The Unlikely Marriage of Databases and Object Storage

The vast swathes of unstructured data that now reside in the cloud has changed the nature of information technology in many ways. One of the more significant is that it has led to the widespread use of object storage as a data repository for things like video, images, and audio. And thanks to the ubiquity of this type of storage in cloud environments, it has more recently become the object of affection for database applications.

One of the knocks against object storage is that while it’s fairly good at delivering throughput, it’s not so proficient at supplying IOPS. That basically ruled it out for high-flying database analytics, not to mention machine learning and other types of I/O-demanding applications.

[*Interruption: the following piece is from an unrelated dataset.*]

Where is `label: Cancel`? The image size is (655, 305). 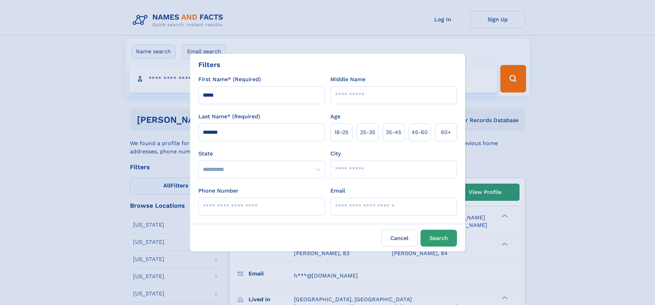
label: Cancel is located at coordinates (399, 238).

Enter MinIO, a company that has developed an open-source object storage system for private clouds that offers high levels of both throughput and IOPS. (If you’re wondering about specifics, the company is not shy about publishing performance benchmarks.) And since it’s built around Amazon’s S3 API, arguably the de facto standard for cloud-based object storage, the platform allows you to move your application to pretty much any type of cloud environment without a whole lot of effort.

At our Next IO Platform event last month, MinIO CEO and cofounder Anand Babu (AB) Periasamy dug into why databases are migrating to object storage and his company’s role in that growing trend. Periasamy, you may remember, was the initial developer of GlusterFS, a cluster file system that was designed to bring unstructured data into a more conventional POSIX-style platform.

At some point, Periasamy concluded that POSIX was not going to be the optimal technology for the internet age, since he came to realize it was ill-suited to performing file manipulations across these vast storage networks. He considered incorporating an S3 gateway into the file system as a way to offer a unified platform. Soon though, he realized that the two models were fundamentally incompatible, since the S3 gateway added too much baggage to the file system. “You would end up building a mediocre file system and a terrible object storage system,” he explained.  GlusterFS did, however, finds some adherents in the cloud space, and was acquired by Red Hat in 2011.

Eventually Periasamy went back to the drawing board and decided to develop a distributed file system built exclusively around S3. Thus was born MinIO. According to Periasamy though, they did not set out to capture the enterprise database market when the company launched in 2014. As it turned out, that was just a fortunate confluence of events and trends.

From his perspective, object storage was just for unstructured data, while databases were about storing “mutable metadata.”  And compared to the enormous amounts of unstructured data in the cloud, these enterprise databases were comparatively small. “What I learned in the last three years was that it’s not actually photos and videos that’s consuming petabytes of storage in these organizations,” he told us. “It’s actually metadata at petascale.”

What he’s referring to are every-increasing stores of financial transactions, event logs, and other types of journaling that businesses are accumulating and now analyzing. As these databases grew, their keepers discovered they did not scale well with the traditional file and block model. At that point, they began to turn to object storage, which began in the public cloud. According to Periasamy, most of the analytics engines today – Snowflake, Azure ML, Power BI, SageMaker, BitQuery, and a host of others – are now tapping into object storage.

More recently, this database-object model has spilled into private clouds, said Periasamy. That’s when he noticed that a number of these engines were being positioned on top of MinIO. Apparently, they first became of aware of this with banking customers. “The ones that surprised me the most was transactional databases started looking inside object storage,” he said.

By bringing performance to the object storage table, MinIO is likely to keep accumulating users as more enterprises embrace the object storage model for their datasets. The MinIO server, client and software development are available under the Apache license and can be downloaded for free.  Of course, if you want additional software support services, MinIO is more than happy to sign you up for a subscription.